Press Censorship in UAE

Censorship imposed by financial penalty rather than jail


21st December
2008
  

Pressing Changes...

UAE working on new media law that should spare journalists from imprisonment

The draft of an amended media law would be finalised by January 2009 for submission to the Cabinet for ratification, said Dr Amal Al Qubaisi, head of the Federal National Council's Committee of Education, Youth, Culture and Media.

The draft law is a revision of the Press and Publications federal law of 1980.

Dr Al Qubaisi declined to disclose details of the amendments being proposed by the FNC in its current session.

The draft law states that there shall not be prior censorship of any media outlets in the country. It incorporates the previous directives of His Highness Shaikh Mohammad bin Rashid Al Maktoum, Vice-President and Prime Minister of the UAE and Ruler of Dubai, to prohibit the imprisonment of journalists, resorting instead to fines when there are violations of public law. The draft law states that the owners of all newspapers and their editors-in-chief should be UAE nationals, who do not have a crime record.

In cases of emergencies (or other instances decided by the cabinet) newspapers and other media outlets, will be obligated to publish all information sent to them by government agencies.

All journalists will be invited to attend the FNC's discussion of the new draft law in its upcoming term.

Workers in the media see the decision of Shaikh Mohammad to prohibit the imprisonment of journalists as a step in the right direction for the future of media in the country.

 

16th April
2009
  

Update: An Insult to Free Press...

New UAE press law with fines of £1 million for insulting the government or royal family

A new draft law to regulate the news media unlawfully restricts free expression and will unduly interfere with the media's ability to report on sensitive subjects, Human Rights Watch said in a report released today.

The pending law also includes provisions that would grant the government virtually complete control in deciding who is allowed to work as a journalist and which media organizations are allowed to operate in the country.

The report: Just the Good News, Please: New UAE Media Law Continues to Stifle Press says that the new law contains some improvement over the draconian media law currently in effect. But it will continue to punish journalists for such infractions as disparaging government officials or publishing misleading news that harms the country's economy. Human Rights Watch researched the report by analyzing the provisions of the pending law as well as interviewing foreign and local journalists based in the UAE.

The law will muzzle the press, preventing honest reporting about the country's continuing financial crisis or about its rulers, said Sarah Leah Whitson, Middle East and North Africa director at Human Rights Watch: Its vague clauses and harsh fines will almost guarantee arbitrariness by government authorities and self-censorship by the media.

The Federal National Council, the UAE's legislature, passed the draft law on January 20, 2009, and it awaits the signature of President Shaikh Khalifa Bin Zayed Al Nahyan.
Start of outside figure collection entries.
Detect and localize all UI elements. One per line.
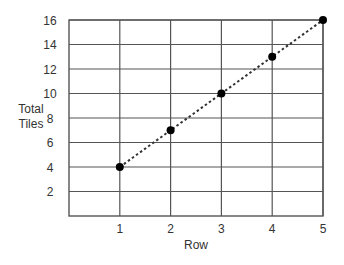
y-axis-label-line-1: Total <box>18 102 43 116</box>
line-chart: 246810121416 12345 Total Tiles Row <box>0 0 344 265</box>
y-tick-label: 16 <box>43 14 57 28</box>
y-tick-label: 10 <box>43 87 57 101</box>
y-axis-ticks: 246810121416 <box>43 14 57 200</box>
x-axis-label: Row <box>184 238 208 252</box>
x-axis-ticks: 12345 <box>116 222 326 236</box>
data-point <box>116 163 124 171</box>
y-tick-label: 14 <box>43 38 57 52</box>
data-point <box>167 126 175 134</box>
x-tick-label: 5 <box>320 222 327 236</box>
data-point <box>217 90 225 98</box>
x-tick-label: 3 <box>218 222 225 236</box>
y-tick-label: 2 <box>47 185 54 199</box>
data-point <box>268 53 276 61</box>
data-point <box>319 16 327 24</box>
y-axis-label-line-2: Tiles <box>19 117 44 131</box>
grid <box>69 20 323 216</box>
y-tick-label: 12 <box>43 63 57 77</box>
x-tick-label: 2 <box>167 222 174 236</box>
x-tick-label: 1 <box>116 222 123 236</box>
y-tick-label: 6 <box>47 136 54 150</box>
y-tick-label: 4 <box>47 161 54 175</box>
y-tick-label: 8 <box>47 112 54 126</box>
x-tick-label: 4 <box>269 222 276 236</box>
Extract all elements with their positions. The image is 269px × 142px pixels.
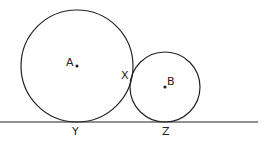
center-a-point xyxy=(75,64,78,67)
label-b: B xyxy=(167,76,175,87)
label-x: X xyxy=(121,70,129,81)
label-y: Y xyxy=(72,126,79,137)
label-a: A xyxy=(66,57,74,68)
label-z: Z xyxy=(162,126,170,137)
tangent-circles-diagram xyxy=(0,0,269,142)
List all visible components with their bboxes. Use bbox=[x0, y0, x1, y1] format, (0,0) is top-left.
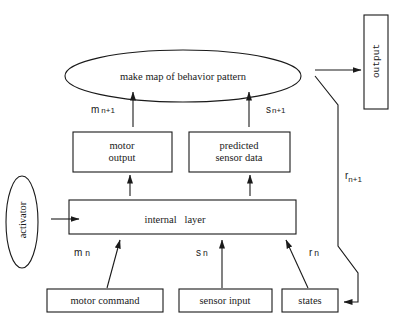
motor-output-node: motor output bbox=[73, 132, 172, 172]
motor-command-node: motor command bbox=[47, 289, 163, 312]
internal-layer-node: internal layer bbox=[69, 200, 296, 234]
s-next-label: sn+1 bbox=[266, 104, 286, 115]
states-to-internal-arrow bbox=[286, 240, 308, 288]
diagram-canvas: make map of behavior pattern output rn+1… bbox=[0, 0, 398, 329]
r-next-label: rn+1 bbox=[345, 170, 362, 184]
predicted-sensor-node: predicted sensor data bbox=[189, 132, 290, 172]
sensor-input-label: sensor input bbox=[199, 295, 250, 306]
motor-command-to-internal-arrow bbox=[107, 240, 120, 288]
feedback-arrow bbox=[315, 76, 358, 302]
m-n-label: mn bbox=[74, 247, 90, 258]
m-next-label: mn+1 bbox=[91, 104, 115, 115]
motor-command-label: motor command bbox=[70, 295, 140, 306]
predicted-sensor-line2: sensor data bbox=[216, 152, 263, 163]
states-node: states bbox=[282, 289, 338, 312]
r-n-label: rn bbox=[309, 247, 319, 258]
map-label: make map of behavior pattern bbox=[120, 71, 247, 82]
sensor-input-node: sensor input bbox=[179, 289, 272, 312]
activator-label: activator bbox=[17, 201, 28, 238]
motor-output-line2: output bbox=[109, 152, 136, 163]
internal-layer-label: internal layer bbox=[145, 214, 206, 225]
s-n-label: sn bbox=[196, 247, 208, 258]
motor-output-line1: motor bbox=[109, 140, 135, 151]
activator-node: activator bbox=[6, 176, 38, 268]
map-behavior-node: make map of behavior pattern bbox=[65, 50, 301, 102]
output-node: output bbox=[364, 15, 388, 109]
states-label: states bbox=[298, 295, 321, 306]
output-label: output bbox=[371, 44, 382, 78]
predicted-sensor-line1: predicted bbox=[219, 140, 259, 151]
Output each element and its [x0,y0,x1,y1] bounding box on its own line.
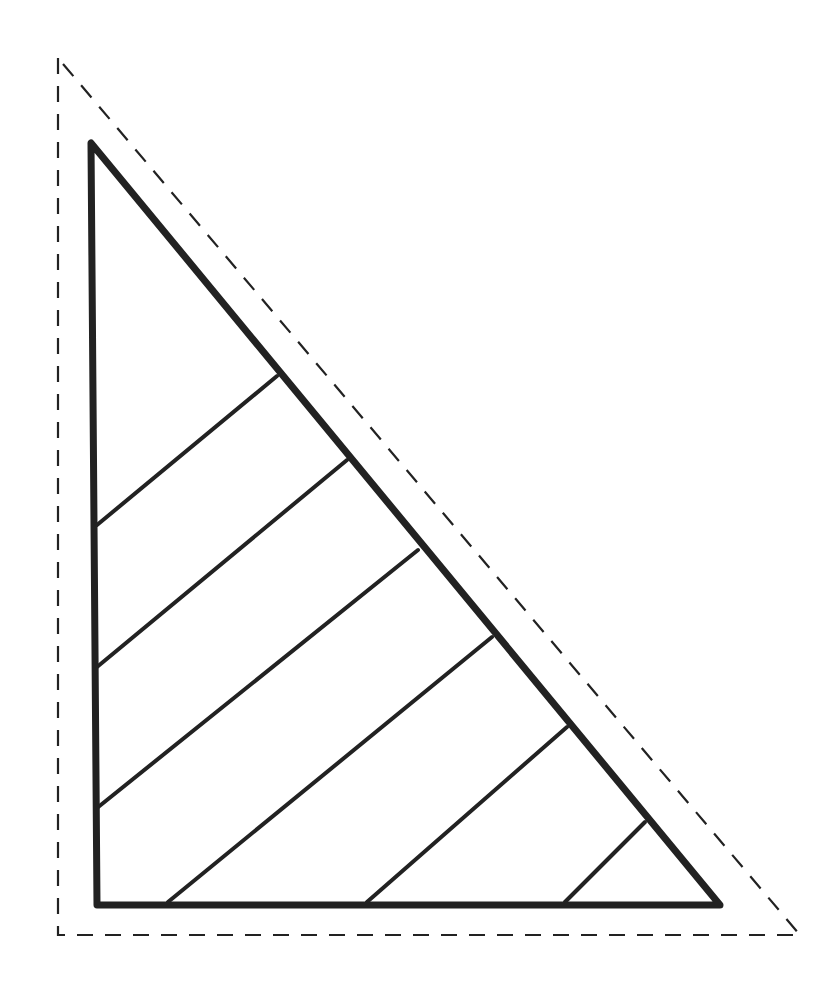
hatch-stripe-4 [168,637,492,902]
outer-dashed-triangle [58,58,800,935]
hatch-stripe-1 [97,376,277,525]
hatched-triangle-diagram [0,0,840,991]
hatch-stripe-5 [367,727,567,902]
hatch-stripe-3 [97,550,418,808]
hatch-stripes [97,376,645,902]
inner-solid-triangle [91,143,720,905]
hatch-stripe-6 [565,822,645,902]
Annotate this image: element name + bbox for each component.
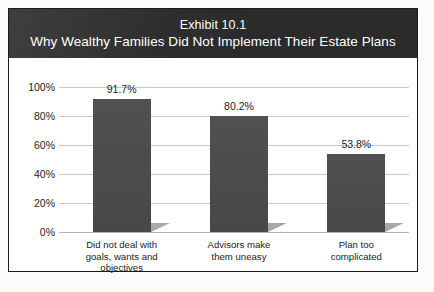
scanned-page-background: Exhibit 10.1 Why Wealthy Families Did No… xyxy=(0,0,434,292)
y-axis-tick-label: 20% xyxy=(15,197,55,209)
exhibit-figure-frame: Exhibit 10.1 Why Wealthy Families Did No… xyxy=(8,8,418,272)
bar-value-label: 53.8% xyxy=(341,138,371,150)
y-axis-tick-labels: 0%20%40%60%80%100% xyxy=(15,58,55,271)
y-axis-tick-label: 0% xyxy=(15,226,55,238)
bar xyxy=(327,154,385,232)
bar xyxy=(93,99,151,232)
y-axis-tick-label: 80% xyxy=(15,110,55,122)
chart-plot-area: 0%20%40%60%80%100% 91.7%Did not deal wit… xyxy=(9,58,417,271)
x-axis-baseline xyxy=(59,232,409,233)
exhibit-number-title: Exhibit 10.1 xyxy=(180,17,247,33)
exhibit-subtitle: Why Wealthy Families Did Not Implement T… xyxy=(30,33,395,51)
bar-shadow xyxy=(268,223,287,232)
bar-shadow xyxy=(151,223,170,232)
y-axis-tick-label: 100% xyxy=(15,81,55,93)
y-axis-tick-label: 60% xyxy=(15,139,55,151)
bar xyxy=(210,116,268,232)
exhibit-title-banner: Exhibit 10.1 Why Wealthy Families Did No… xyxy=(9,9,417,58)
bar-shadow xyxy=(385,223,404,232)
bar-value-label: 80.2% xyxy=(224,100,254,112)
chart-gridlines-and-bars: 91.7%Did not deal with goals, wants and … xyxy=(59,58,409,271)
x-axis-category-label: Plan too complicated xyxy=(288,239,425,262)
y-axis-tick-label: 40% xyxy=(15,168,55,180)
bar-value-label: 91.7% xyxy=(107,83,137,95)
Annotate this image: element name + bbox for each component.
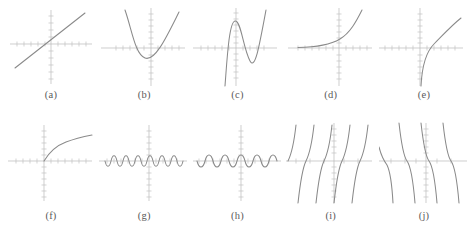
curve-b <box>125 10 179 58</box>
panel-label-c: (c) <box>231 90 243 101</box>
panel-label-e: (e) <box>418 90 430 101</box>
panel-label-j: (j) <box>419 211 430 222</box>
panel-label-f: (f) <box>45 211 56 222</box>
panel-a: (a) <box>6 0 96 101</box>
plot-e <box>379 0 469 88</box>
axes-b <box>101 8 185 86</box>
panel-label-d: (d) <box>324 90 337 101</box>
panel-h: (h) <box>193 121 283 222</box>
panel-row-bottom: (f) <box>0 121 475 242</box>
curve-d <box>298 10 362 47</box>
panel-label-i: (i) <box>325 211 336 222</box>
plot-b <box>99 0 189 88</box>
panel-b: (b) <box>99 0 189 101</box>
curve-e <box>421 18 461 86</box>
panel-label-h: (h) <box>231 211 244 222</box>
axes-h <box>193 125 281 201</box>
panel-c: (c) <box>193 0 283 101</box>
panel-j: (j) <box>379 121 469 222</box>
panel-i: (i) <box>286 121 376 222</box>
plot-f <box>6 121 96 209</box>
panel-label-g: (g) <box>138 211 151 222</box>
plot-c <box>193 0 283 88</box>
function-graph-figure: (a) <box>0 0 475 243</box>
axes-a <box>10 10 92 84</box>
curve-i <box>288 125 368 203</box>
axes-e <box>379 8 463 86</box>
plot-g <box>99 121 189 209</box>
plot-j <box>379 121 469 209</box>
panel-label-a: (a) <box>45 90 57 101</box>
panel-row-top: (a) <box>0 0 475 121</box>
panel-label-b: (b) <box>138 90 151 101</box>
curve-a <box>15 13 85 68</box>
plot-i <box>286 121 376 209</box>
panel-g: (g) <box>99 121 189 222</box>
axes-f <box>8 125 92 201</box>
curve-f <box>44 135 92 161</box>
axes-g <box>99 125 187 201</box>
plot-a <box>6 0 96 88</box>
panel-d: (d) <box>286 0 376 101</box>
plot-d <box>286 0 376 88</box>
plot-h <box>193 121 283 209</box>
panel-e: (e) <box>379 0 469 101</box>
panel-f: (f) <box>6 121 96 222</box>
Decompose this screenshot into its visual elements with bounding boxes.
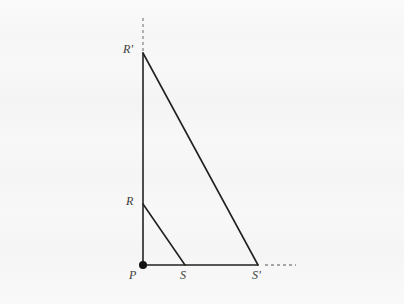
vertex-label-s-prime: S': [252, 268, 261, 283]
segment-r-prime-to-s-prime: [143, 53, 258, 265]
vertex-label-r-prime: R': [123, 42, 133, 57]
geometry-figure: R' R P S S': [0, 0, 404, 304]
vertex-label-s: S: [180, 268, 186, 283]
vertex-label-r: R: [126, 194, 134, 209]
diagram-canvas: [0, 0, 404, 304]
point-p-marker: [139, 261, 147, 269]
segment-r-to-s: [143, 204, 185, 265]
vertex-label-p: P: [129, 268, 137, 283]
More than 100 leading Emirati academics, journalists, lawyers, and human rights activists have urged the president to reconsider the law. The Human Rights Watch report also urges the president not to approve the pending law in its current form.

Unlike the current law, the proposed law contains no criminal penalties and will be part of the civil law. It reduces the number of administrative infractions that media organizations can be held liable for. The law also instructs government institutions to facilitate information flow to media, and, most significant, mandates that journalists cannot be coerced into revealing their sources.

But the law imposes exorbitant civil penalties that could bankrupt media outlets and silence dissenting voices found to violate the overbroad restrictions on content. Media organizations found to have disparaged senior government officials or the royal family face fines up to 5,000,000 dirhams (US$1,350,000), and those found to have misled the public and harmed the economy face fines of up to 500,000 dirhams (US$135,000). It also requires media organizations to post an unspecified security deposit against which fines may be charged, which would set a significant barrier to entry for smaller, independent press organizations.

The law also gives the government authority to regulate who can work as an editor, reporter, correspondent, or producer in the country. This authority is susceptible to abuse and infringes on the media's freedom of expression by preventing media outlets from organizing, managing, and operating free from governmental interference, the report says.

These intrusions make a mockery of the notion that an independent media exists in the UAE, Whitson said: The president has the option to send this law back and to show leadership in seeking a law that truly supports a free press.